In almost all the cases 99% of the time (except for handling partial results, 
etc). We are just taking the resultsFromServer converting it into a ArrayList 
resultsToAddToCache in addResultsToList(..) and then iterating over the list 
again and adding it to cache in loadCache(..) as given in the code path below

In ClientScanner → loadCache(..) → getResultsToAddToCache(..) → 
addResultsToList(..) → 
{code:java}

loadCache() {

...

     List<Result> resultsToAddToCache =

         getResultsToAddToCache(values, callable.isHeartbeatMessage());

...

…

       for (Result rs : resultsToAddToCache) {

         rs = filterLoadedCell(rs);

         cache.add(rs);

...

       }

}


getResultsToAddToCache(..) {

..

   final boolean isBatchSet = scan != null && scan.getBatch() > 0;

   final boolean allowPartials = scan != null && scan.getAllowPartialResults();

..

   if (allowPartials || isBatchSet) {

     addResultsToList(resultsToAddToCache, resultsFromServer, 0,

       (null == resultsFromServer ? 0 : resultsFromServer.length));

     return resultsToAddToCache;

   }

...



}

 private void addResultsToList(List<Result> outputList, Result[] inputArray, 
int start, int end) {

   if (inputArray == null || start < 0 || end > inputArray.length) return;


   for (int i = start; i < end; i++) {

     outputList.add(inputArray[i]);

   }

 }{code}
 

It looks like we can avoid the result array to arraylist conversion 
(resultsFromServer --> resultsToAddToCache ) for the first case which is also 
the most frequent case and instead directly take the resultsFromServer and add 
it to the cache without converting it into ArrayList.
{code:java}
if (allowPartials || isBatchSet) {
addResultsToList(resultsToAddToCache, resultsFromServer, 0,
(null == resultsFromServer ? 0 : resultsFromServer.length));
return resultsToAddToCache;
}{code}
I have taken both these flags allowPartials and isBatchSet out in loadcahe() 
and I am directly adding values to scanner cache if the above condition is pass 
instead of coverting it into arrayList by calling getResultsToAddToCache().
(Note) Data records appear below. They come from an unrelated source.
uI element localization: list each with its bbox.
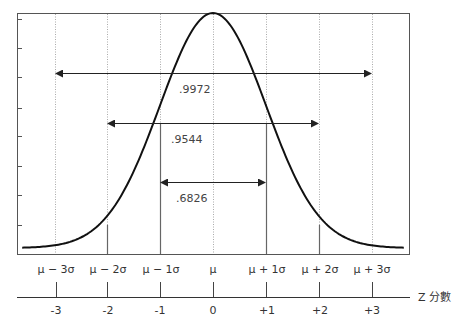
z-labels: -3 -2 -1 0 +1 +2 +3 <box>51 304 381 317</box>
svg-text:μ − 3σ: μ − 3σ <box>37 263 74 276</box>
svg-text:+3: +3 <box>364 304 380 317</box>
normal-distribution-chart: .9972 .9544 .6826 μ − 3σ μ − 2σ μ − 1σ μ… <box>0 0 462 327</box>
area-label-6826: .6826 <box>176 192 208 205</box>
normal-curve <box>22 13 404 248</box>
area-label-9972: .9972 <box>179 83 211 96</box>
svg-text:μ + 3σ: μ + 3σ <box>353 263 390 276</box>
svg-text:0: 0 <box>210 304 217 317</box>
gridlines <box>56 14 373 254</box>
sigma-labels: μ − 3σ μ − 2σ μ − 1σ μ μ + 1σ μ + 2σ μ +… <box>37 263 390 276</box>
svg-text:-3: -3 <box>51 304 62 317</box>
svg-text:-1: -1 <box>155 304 166 317</box>
svg-text:μ: μ <box>210 263 217 276</box>
svg-text:+2: +2 <box>312 304 328 317</box>
svg-text:μ − 2σ: μ − 2σ <box>89 263 126 276</box>
svg-text:+1: +1 <box>259 304 275 317</box>
svg-text:-2: -2 <box>103 304 114 317</box>
z-axis-title: Z 分數 <box>418 291 451 304</box>
svg-text:μ + 2σ: μ + 2σ <box>301 263 338 276</box>
area-label-9544: .9544 <box>171 133 203 146</box>
svg-text:μ + 1σ: μ + 1σ <box>248 263 285 276</box>
z-axis-ticks <box>57 282 373 297</box>
svg-text:μ − 1σ: μ − 1σ <box>142 263 179 276</box>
For 
example:
{code:java}
protected void loadCache() throws IOException {
Result[] values = null;
..
final boolean isBatchSet = scan != null && scan.getBatch() > 0;
final boolean allowPartials = scan != null && scan.getAllowPartialResults();
..
for (;;) {
try {
values = call(callable, caller, scannerTimeout);
..
} catch (DoNotRetryIOException | NeedUnmanagedConnectionException e) {
..
}

if (allowPartials || isBatchSet) {  // DIRECTLY COPY values TO CACHE
if (values != null) {
for (int v=0; v<values.length; v++) {
Result rs = values[v];
....
cache.add(rs);
...
} else { // DO ALL THE REGULAR PARTIAL RESULT HANDLING ..
List<Result> resultsToAddToCache =
getResultsToAddToCache(values, callable.isHeartbeatMessage());
 for (Result rs : resultsToAddToCache) {
....
cache.add(rs);
...

}
}


{code}
 

I am seeing upto 10% improvement in scan time with these changes, sample PE 
execution results given below. 

|| PE (1M , 1 thread) || with addResultsToList || without addResultsToList || 
%improvement || 
| ScanTest | 9228 | 8448 | 9 | 
| RandomScanWithRange10Test | 393413 | 378222 | 4 | 
|RandomScanWithRange100Test | 1041860 | 980147 | 6 |

Similarly we are observing upto 10% improvement in simple native HBase scan 
test used internally that just scans through a large region filtering all the 
rows. I still have to do the phoenix query tests with this change. Posting the 
initial observations for feedback/comments and suggestions.